SAP AI Vision: The Autonomous Enterprise
10 June

SAP KI Vision: The Autonomous Enterprise

Hardly a week goes by without the announcement of more intelligent language models, new co-pilots or more powerful AI agents. Nevertheless, SAP CEO Christian Klein states in his latest blog post, „The AI race is changing direction“ (June 2026) a sobering diagnosis: A large proportion of AI offerings provide little added value to businesses in practice because they do not reflect the reality of the company. His vision of the autonomous company therefore follows a clear principle: Humans set the direction, AI implements it.

Read more: SAP KI Vision: Das autonome Unternehmen

Why better AI models don't automatically deliver better results

In the discourse around artificial intelligence, it is often assumed that better models automatically lead to better business results. Klein disputes this strongly. This is because intelligent functions without operational context – that is, without the processes, data, rules, and policies that govern and protect a company – may initiate processes but hardly enable progress. In some cases, they even create additional fragmentation and new risks.

The problem is evident in practice: an AI-generated recommendation can seem convincing, yet overlook important dependencies in other parts of the system. Likewise, an AI agent can efficiently automate a workflow while simultaneously disrupting planning assumptions in another step. Klein sums it up aptly: „Businesses lack not AI output, but rather AI systems capable of understanding operational impact.“

The business context as the brain of the company

Enterprise software has been the backbone of the global economy for decades. Financial systems, supply chains, procurement networks, personnel planning, manufacturing processes, and order processing all run on networked systems. These capture not only information but also the logic behind the processes: process knowledge, governance structures, authorisations, policies, and economic relationships that have grown over many years. According to Klein, they are the brain of every company.

This precise business context will become particularly valuable in the age of AI. Without this data, AI outputs will remain well-intentioned guesses rather than informed assessments. However, if AI is directly integrated into operational processes, it can draw logical conclusions across all areas of the company: it can identify risks earlier, coordinate responses cross-functionally, provide real-time recommendations for action, and automate routine activities within defined parameters. The key is: this happens not through isolated agents working separately, but through intelligent functions linked to the company's economic and operational structure itself.

Case study: When a supplier fails

What embedded AI distinguishes from a chatbot is illustrated by an example from manufacturing. If a supplier of a critical component fails, most modern AI systems can summarise the problem or predict the likely delay. In contrast, AI embedded in processes not only provides insights but also coordinates and initiates actions. It identifies affected production plans, analyses global inventory positions, evaluates alternative procurement options, estimates the financial impact, and highlights delivery risks for customers. Simultaneously, it suggests coordinated measures for procurement, logistics, finance, and customer operations.

The same applies to finance: to predict liquidity risks in the face of volatile markets, CFOs need a context that a simple chatbot cannot provide.

What role is left for humans?

Autonomy expressly does not mean that people are excluded from decision-making. Rather, the autonomous company reduces the fragmentation and administrative overhead that prevent organisations from working quickly, cohesively, and comprehensively. The core tasks of humans remain clearly defined:

  • Prioritise People define the company's strategic objectives.
  • Making decisions The final decision-making on key issues remains in human hands.
  • To bear responsibility Individuals retain sole responsibility for decisions and their consequences.

In turn, the AI functions as an intelligent assistant and precise executor. It coordinates operational processes related to human decisions and directly implements corresponding actions, strictly within defined permissions and guidelines.

The real AI hurdle: Change management

So far, most companies are experimenting with AI assistants, introducing pilot projects, and automating isolated tasks. Few have actually managed to increase their productivity as a result, and even fewer have fundamentally realigned their operations. The pioneers of the next phase will therefore take a different approach: they will connect intelligent functions directly to the operational systems where decisions have real business consequences. Furthermore, they recognise that trustworthy, productive AI relies on context, data quality, process integrity, and extensive process knowledge.

Above all, these companies understand that the successful use of AI is not just a technological shift, but primarily a change management challenge. Real added value is only created when AI agents, processes and people work together hand in hand.

Balance decides

Consequently, the future belongs to companies that master the balance between human leadership and intelligent system execution: humans set priorities and bear responsibility, while intelligent systems precisely coordinate processes and carry out actions. If this collaboration is successful, administrative hurdles and fragmentation will significantly decrease – and companies will operate more resiliently, productively, and intelligently in an increasingly complex world.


> [What is required]:
Each line below that includes the word "pixels" adds one to the count; give that count and nothing else.

> [Supplied records]:
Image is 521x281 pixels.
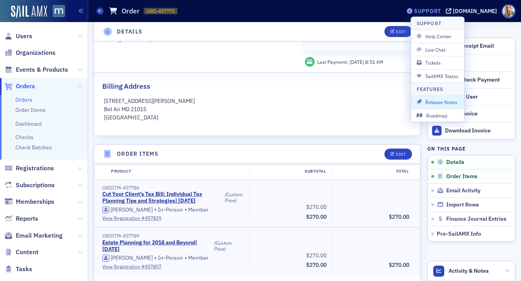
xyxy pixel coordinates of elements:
...
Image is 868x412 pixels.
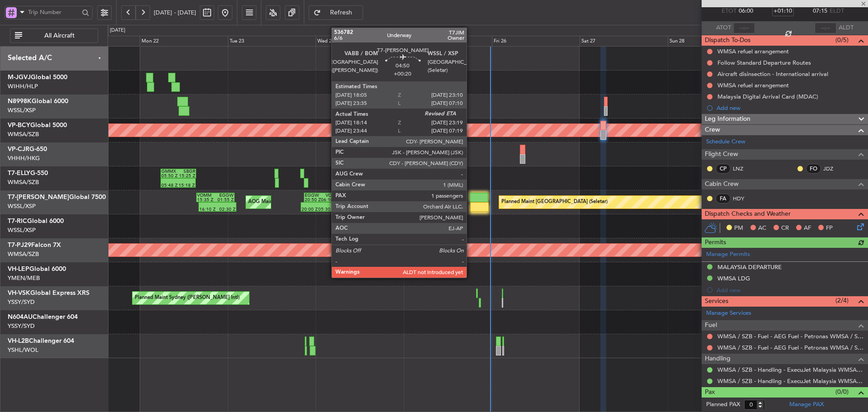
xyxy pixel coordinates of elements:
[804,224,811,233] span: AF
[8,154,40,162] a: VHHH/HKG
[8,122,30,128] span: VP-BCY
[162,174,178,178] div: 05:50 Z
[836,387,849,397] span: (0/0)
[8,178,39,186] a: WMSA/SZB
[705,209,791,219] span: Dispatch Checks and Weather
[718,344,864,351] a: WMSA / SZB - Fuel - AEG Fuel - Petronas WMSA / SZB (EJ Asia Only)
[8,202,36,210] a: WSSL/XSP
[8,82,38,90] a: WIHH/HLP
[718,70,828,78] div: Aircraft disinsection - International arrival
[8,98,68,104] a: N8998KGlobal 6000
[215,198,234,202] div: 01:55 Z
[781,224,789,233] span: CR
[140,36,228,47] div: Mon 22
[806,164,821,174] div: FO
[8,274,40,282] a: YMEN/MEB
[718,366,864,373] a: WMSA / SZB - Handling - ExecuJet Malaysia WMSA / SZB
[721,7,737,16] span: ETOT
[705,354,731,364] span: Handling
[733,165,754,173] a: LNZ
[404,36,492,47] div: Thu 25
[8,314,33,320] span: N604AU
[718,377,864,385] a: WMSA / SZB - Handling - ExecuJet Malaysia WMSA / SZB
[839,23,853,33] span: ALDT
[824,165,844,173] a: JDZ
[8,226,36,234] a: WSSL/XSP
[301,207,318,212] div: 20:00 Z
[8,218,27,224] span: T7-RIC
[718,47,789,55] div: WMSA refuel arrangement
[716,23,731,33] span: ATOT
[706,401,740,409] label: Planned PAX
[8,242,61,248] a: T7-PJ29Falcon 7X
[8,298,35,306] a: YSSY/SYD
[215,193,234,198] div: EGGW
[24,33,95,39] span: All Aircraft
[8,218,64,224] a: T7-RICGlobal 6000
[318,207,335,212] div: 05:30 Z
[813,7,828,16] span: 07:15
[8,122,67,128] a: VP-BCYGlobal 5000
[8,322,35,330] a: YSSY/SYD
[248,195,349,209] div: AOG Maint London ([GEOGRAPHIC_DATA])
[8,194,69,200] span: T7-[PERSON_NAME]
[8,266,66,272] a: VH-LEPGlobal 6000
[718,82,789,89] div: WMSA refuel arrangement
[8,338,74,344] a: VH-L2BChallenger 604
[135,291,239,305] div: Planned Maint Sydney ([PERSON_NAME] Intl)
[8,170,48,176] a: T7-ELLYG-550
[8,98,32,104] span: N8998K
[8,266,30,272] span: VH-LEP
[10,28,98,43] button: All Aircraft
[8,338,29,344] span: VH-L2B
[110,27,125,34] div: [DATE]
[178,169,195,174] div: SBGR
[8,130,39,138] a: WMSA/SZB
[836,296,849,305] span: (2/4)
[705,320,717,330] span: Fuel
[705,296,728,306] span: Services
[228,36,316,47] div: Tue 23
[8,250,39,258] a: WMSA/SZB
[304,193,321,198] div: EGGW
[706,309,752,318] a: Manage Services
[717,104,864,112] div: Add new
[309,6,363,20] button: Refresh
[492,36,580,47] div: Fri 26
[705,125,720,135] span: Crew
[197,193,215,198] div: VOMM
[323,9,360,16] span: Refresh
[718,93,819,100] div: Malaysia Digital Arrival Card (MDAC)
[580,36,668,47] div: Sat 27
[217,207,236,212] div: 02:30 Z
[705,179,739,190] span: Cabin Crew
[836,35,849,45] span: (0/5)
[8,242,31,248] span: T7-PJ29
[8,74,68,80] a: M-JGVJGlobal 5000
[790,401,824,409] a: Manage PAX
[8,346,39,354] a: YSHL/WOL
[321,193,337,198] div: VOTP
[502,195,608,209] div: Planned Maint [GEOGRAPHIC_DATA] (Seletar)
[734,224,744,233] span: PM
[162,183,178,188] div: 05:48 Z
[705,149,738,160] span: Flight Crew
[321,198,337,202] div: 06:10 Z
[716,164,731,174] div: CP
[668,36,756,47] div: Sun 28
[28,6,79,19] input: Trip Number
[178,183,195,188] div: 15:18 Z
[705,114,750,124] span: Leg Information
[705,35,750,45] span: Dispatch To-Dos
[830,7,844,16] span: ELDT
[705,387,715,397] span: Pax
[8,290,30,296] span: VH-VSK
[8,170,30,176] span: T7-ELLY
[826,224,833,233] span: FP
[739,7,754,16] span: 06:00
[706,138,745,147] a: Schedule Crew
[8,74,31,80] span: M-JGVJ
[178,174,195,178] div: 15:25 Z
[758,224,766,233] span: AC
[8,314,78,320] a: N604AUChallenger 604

> [Answer for this exercise]:
2